The Greatest Benefit to Mankind: A Medical History of Humanity (The Norton History of Science)
Roy Porteramazon.com
The Greatest Benefit to Mankind: A Medical History of Humanity (The Norton History of Science)
Post-Vesalian investigations dramatically advanced knowledge of the structures and functions of the living organism.
The teachings of antiquity,
they might even be blown into the urethra through a tube.
The historical record is like the night sky: we see a few stars and group them into mythic constellations. But what is chiefly visible is the darkness.
‘The art has three factors, the disease, the patient, the physician,’ wrote Hippocrates,
Nowhere in the Hippocratic writings is there any hint of disease being caused or cured by the gods.

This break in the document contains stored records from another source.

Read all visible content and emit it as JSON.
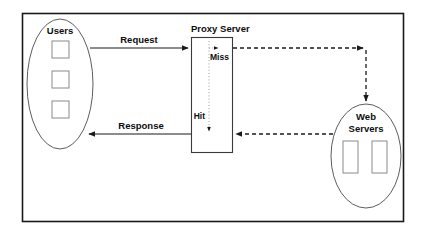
{
  "diagram": {
    "frame": {
      "stroke_color": "#1a1a1a"
    },
    "nodes": {
      "users": {
        "label": "Users",
        "shape": "ellipse",
        "unit_count": 3
      },
      "proxy": {
        "label": "Proxy Server",
        "shape": "rectangle"
      },
      "web_servers": {
        "label_line1": "Web",
        "label_line2": "Servers",
        "shape": "ellipse",
        "unit_count": 2
      }
    },
    "edges": {
      "request": {
        "label": "Request",
        "style": "solid",
        "from": "users",
        "to": "proxy",
        "direction": "right"
      },
      "response": {
        "label": "Response",
        "style": "solid",
        "from": "proxy",
        "to": "users",
        "direction": "left"
      },
      "miss": {
        "label": "Miss",
        "style": "dashed",
        "from": "proxy",
        "to": "web_servers",
        "direction": "right-then-down"
      },
      "hit": {
        "label": "Hit",
        "style": "dotted",
        "from": "proxy",
        "to": "response",
        "direction": "down"
      },
      "fetch_return": {
        "label": "",
        "style": "dashed",
        "from": "web_servers",
        "to": "proxy",
        "direction": "left"
      }
    },
    "colors": {
      "ink": "#1a1a1a",
      "node_stroke": "#5d5d5d",
      "unit_stroke": "#8a8a8a",
      "cache_path": "#9a9a9a",
      "background": "#ffffff"
    }
  }
}
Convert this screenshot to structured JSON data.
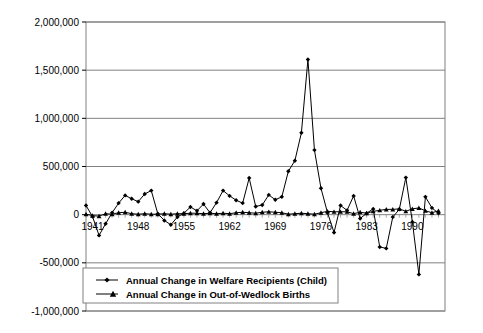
{
  "chart_data": {
    "type": "line",
    "title": "",
    "subtitle": "",
    "xlabel": "",
    "ylabel": "",
    "grid": true,
    "legend_position": "bottom-left-inside",
    "xlim": [
      1940,
      1995
    ],
    "ylim": [
      -1000000,
      2000000
    ],
    "y_ticks": [
      2000000,
      1500000,
      1000000,
      500000,
      0,
      -500000,
      -1000000
    ],
    "y_tick_labels": [
      "2,000,000",
      "1,500,000",
      "1,000,000",
      "500,000",
      "0",
      "-500,000",
      "-1,000,000"
    ],
    "x_ticks": [
      1941,
      1948,
      1955,
      1962,
      1969,
      1976,
      1983,
      1990
    ],
    "x_tick_labels": [
      "1941",
      "1948",
      "1955",
      "1962",
      "1969",
      "1976",
      "1983",
      "1990"
    ],
    "x": [
      1940,
      1941,
      1942,
      1943,
      1944,
      1945,
      1946,
      1947,
      1948,
      1949,
      1950,
      1951,
      1952,
      1953,
      1954,
      1955,
      1956,
      1957,
      1958,
      1959,
      1960,
      1961,
      1962,
      1963,
      1964,
      1965,
      1966,
      1967,
      1968,
      1969,
      1970,
      1971,
      1972,
      1973,
      1974,
      1975,
      1976,
      1977,
      1978,
      1979,
      1980,
      1981,
      1982,
      1983,
      1984,
      1985,
      1986,
      1987,
      1988,
      1989,
      1990,
      1991,
      1992,
      1993,
      1994
    ],
    "series": [
      {
        "name": "Annual Change in Welfare Recipients (Child)",
        "marker": "diamond",
        "color": "#000000",
        "values": [
          95000,
          -20000,
          -215000,
          -95000,
          20000,
          120000,
          200000,
          165000,
          135000,
          215000,
          250000,
          10000,
          -60000,
          -105000,
          -25000,
          15000,
          80000,
          40000,
          110000,
          20000,
          125000,
          250000,
          195000,
          150000,
          120000,
          380000,
          85000,
          100000,
          205000,
          155000,
          185000,
          450000,
          560000,
          850000,
          1610000,
          670000,
          275000,
          20000,
          -185000,
          95000,
          45000,
          195000,
          -40000,
          15000,
          60000,
          -335000,
          -350000,
          -25000,
          55000,
          385000,
          -75000,
          -620000,
          185000,
          70000,
          15000
        ]
      },
      {
        "name": "Annual Change in Out-of-Wedlock Births",
        "marker": "triangle",
        "color": "#000000",
        "values": [
          5000,
          -10000,
          -15000,
          10000,
          5000,
          20000,
          25000,
          10000,
          5000,
          10000,
          5000,
          5000,
          10000,
          5000,
          10000,
          10000,
          15000,
          15000,
          10000,
          15000,
          10000,
          15000,
          10000,
          20000,
          25000,
          20000,
          15000,
          25000,
          30000,
          25000,
          20000,
          5000,
          10000,
          15000,
          10000,
          5000,
          20000,
          35000,
          30000,
          30000,
          30000,
          10000,
          25000,
          15000,
          35000,
          45000,
          55000,
          55000,
          60000,
          35000,
          60000,
          70000,
          40000,
          20000,
          40000
        ]
      }
    ],
    "second_half_welfare": [
      45000,
      130000,
      60000,
      75000,
      120000,
      75000,
      65000,
      340000,
      585000,
      845000,
      295000,
      405000
    ]
  },
  "axis": {
    "y_labels": [
      "2,000,000",
      "1,500,000",
      "1,000,000",
      "500,000",
      "0",
      "-500,000",
      "-1,000,000"
    ],
    "x_labels": [
      "1941",
      "1948",
      "1955",
      "1962",
      "1969",
      "1976",
      "1983",
      "1990"
    ]
  },
  "legend": {
    "items": [
      {
        "label": "Annual Change in Welfare Recipients (Child)",
        "marker": "diamond"
      },
      {
        "label": "Annual Change in Out-of-Wedlock Births",
        "marker": "triangle"
      }
    ]
  }
}
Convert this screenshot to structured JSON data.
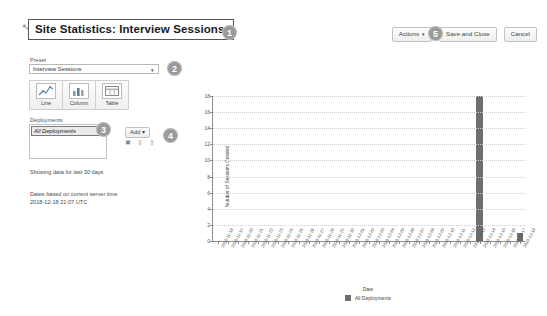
{
  "header": {
    "title": "Site Statistics: Interview Sessions",
    "resize_handle": "↖"
  },
  "toolbar": {
    "actions_label": "Actions",
    "actions_caret": "▾",
    "save_label": "Save and Close",
    "cancel_label": "Cancel"
  },
  "sidebar": {
    "preset_label": "Preset",
    "preset_value": "Interview Sessions",
    "preset_caret": "▾",
    "chart_types": [
      {
        "name": "line",
        "label": "Line"
      },
      {
        "name": "column",
        "label": "Column"
      },
      {
        "name": "table",
        "label": "Table"
      }
    ],
    "deployments_label": "Deployments",
    "deployments_items": [
      "All Deployments"
    ],
    "add_label": "Add",
    "add_caret": "▾",
    "row_icons": [
      {
        "name": "delete-icon",
        "glyph": "✖"
      },
      {
        "name": "move-down-icon",
        "glyph": "⇩"
      },
      {
        "name": "move-up-icon",
        "glyph": "⇧"
      }
    ],
    "note_range": "Showing data for last 30 days",
    "note_server_line1": "Dates based on current server time",
    "note_server_line2": "2018-12-18 21:07 UTC"
  },
  "badges": [
    {
      "id": "1",
      "label": "1"
    },
    {
      "id": "2",
      "label": "2"
    },
    {
      "id": "3",
      "label": "3"
    },
    {
      "id": "4",
      "label": "4"
    },
    {
      "id": "5",
      "label": "5"
    }
  ],
  "chart_data": {
    "type": "bar",
    "title": "",
    "xlabel": "Date",
    "ylabel": "Number of Sessions Created",
    "ylim": [
      0,
      18
    ],
    "yticks": [
      0,
      2,
      4,
      6,
      8,
      10,
      12,
      14,
      16,
      18
    ],
    "grid": true,
    "legend": [
      {
        "name": "All Deployments",
        "color": "#6e6e6e"
      }
    ],
    "legend_position": "bottom",
    "bar_color": "#6e6e6e",
    "categories": [
      "2018-11-18",
      "2018-11-19",
      "2018-11-20",
      "2018-11-21",
      "2018-11-22",
      "2018-11-23",
      "2018-11-24",
      "2018-11-25",
      "2018-11-26",
      "2018-11-27",
      "2018-11-28",
      "2018-11-29",
      "2018-11-30",
      "2018-12-01",
      "2018-12-02",
      "2018-12-03",
      "2018-12-04",
      "2018-12-05",
      "2018-12-06",
      "2018-12-07",
      "2018-12-08",
      "2018-12-09",
      "2018-12-10",
      "2018-12-11",
      "2018-12-12",
      "2018-12-13",
      "2018-12-14",
      "2018-12-15",
      "2018-12-16",
      "2018-12-17",
      "2018-12-18"
    ],
    "values": [
      0,
      0,
      0,
      0,
      0,
      0,
      0,
      0,
      0,
      0,
      0,
      0,
      0,
      0,
      0,
      0,
      0,
      0,
      0,
      0,
      0,
      0,
      0,
      0,
      0,
      0,
      18,
      0,
      0,
      0,
      1
    ]
  }
}
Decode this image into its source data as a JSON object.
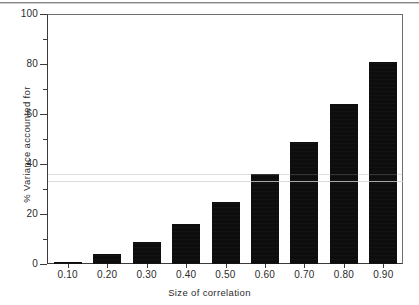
{
  "chart_data": {
    "type": "bar",
    "title": "",
    "xlabel": "Size of correlation",
    "ylabel": "% Variance accounted for",
    "categories": [
      "0.10",
      "0.20",
      "0.30",
      "0.40",
      "0.50",
      "0.60",
      "0.70",
      "0.80",
      "0.90"
    ],
    "values": [
      1,
      4,
      9,
      16,
      25,
      36,
      49,
      64,
      81
    ],
    "series": [
      {
        "name": "% Variance accounted for",
        "values": [
          1,
          4,
          9,
          16,
          25,
          36,
          49,
          64,
          81
        ]
      }
    ],
    "ylim": [
      0,
      100
    ],
    "y_major_ticks": [
      0,
      20,
      40,
      60,
      80,
      100
    ],
    "y_minor_ticks": [
      10,
      30,
      50,
      70,
      90
    ],
    "y_tick_labels": [
      "0",
      "20",
      "40",
      "60",
      "80",
      "100"
    ],
    "x_tick_labels": [
      "0.10",
      "0.20",
      "0.30",
      "0.40",
      "0.50",
      "0.60",
      "0.70",
      "0.80",
      "0.90"
    ],
    "grid": false,
    "legend": null,
    "legend_position": "none",
    "bar_color": "#0d0d0d",
    "background_color": "#ffffff",
    "axis_color": "#3b3b3b",
    "annotations": []
  },
  "figure": {
    "y_axis_label": "% Variance accounted for",
    "x_axis_label": "Size of correlation",
    "y_labels": [
      "100",
      "80",
      "60",
      "40",
      "20",
      "0"
    ],
    "x_labels": [
      "0.10",
      "0.20",
      "0.30",
      "0.40",
      "0.50",
      "0.60",
      "0.70",
      "0.80",
      "0.90"
    ],
    "bar_values": [
      "1",
      "4",
      "9",
      "16",
      "25",
      "36",
      "49",
      "64",
      "81"
    ]
  }
}
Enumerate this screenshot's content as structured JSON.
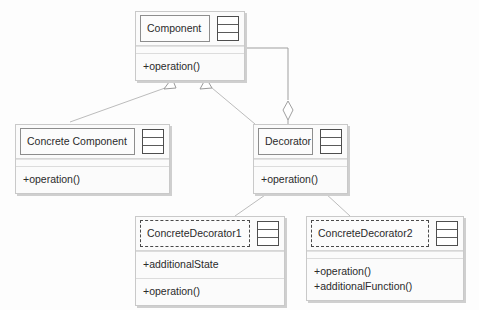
{
  "diagram": {
    "background_color": "#fdfdfd",
    "line_color": "#b0b0b0",
    "text_color": "#2b2b2b"
  },
  "classes": [
    {
      "id": "component",
      "name": "Component",
      "abstract": false,
      "icon": "class-grid-icon",
      "compartments": [
        {
          "members": [
            "+operation()"
          ]
        }
      ]
    },
    {
      "id": "concrete-component",
      "name": "Concrete Component",
      "abstract": false,
      "icon": "class-grid-icon",
      "compartments": [
        {
          "members": [
            "+operation()"
          ]
        }
      ]
    },
    {
      "id": "decorator",
      "name": "Decorator",
      "abstract": false,
      "icon": "class-grid-icon",
      "compartments": [
        {
          "members": [
            "+operation()"
          ]
        }
      ]
    },
    {
      "id": "concrete-decorator-1",
      "name": "ConcreteDecorator1",
      "abstract": true,
      "icon": "class-grid-icon",
      "compartments": [
        {
          "members": [
            "+additionalState"
          ]
        },
        {
          "members": [
            "+operation()"
          ]
        }
      ]
    },
    {
      "id": "concrete-decorator-2",
      "name": "ConcreteDecorator2",
      "abstract": true,
      "icon": "class-grid-icon",
      "compartments": [
        {
          "members": [
            "+operation()",
            "+additionalFunction()"
          ]
        }
      ]
    }
  ],
  "relationships": [
    {
      "id": "rel-cc-component",
      "type": "generalization",
      "from": "concrete-component",
      "to": "component",
      "arrow": "hollow-triangle"
    },
    {
      "id": "rel-dec-component",
      "type": "generalization",
      "from": "decorator",
      "to": "component",
      "arrow": "hollow-triangle"
    },
    {
      "id": "rel-cd1-decorator",
      "type": "generalization",
      "from": "concrete-decorator-1",
      "to": "decorator",
      "arrow": "hollow-triangle"
    },
    {
      "id": "rel-cd2-decorator",
      "type": "generalization",
      "from": "concrete-decorator-2",
      "to": "decorator",
      "arrow": "hollow-triangle"
    },
    {
      "id": "rel-component-decorator",
      "type": "aggregation",
      "from": "component",
      "to": "decorator",
      "arrow": "hollow-diamond"
    }
  ]
}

analogies between the four elements of external nature (fire, water, air and earth) and the four humours or bodily fluids (blood, phlegm, choler or yellow bile and black bile), whose balance determined health.
Empedocles (fl. mid-5th century BC), regarded nature as composed of a small number of basic elements (earth, air, fire, and water) combining into temporarily stable mixtures.
blood predominated in spring and among the young, precautions against excess could be taken, either by eliminating blood-rich foods, like red meat, or by blood-letting (phlebotomy) to purge excess.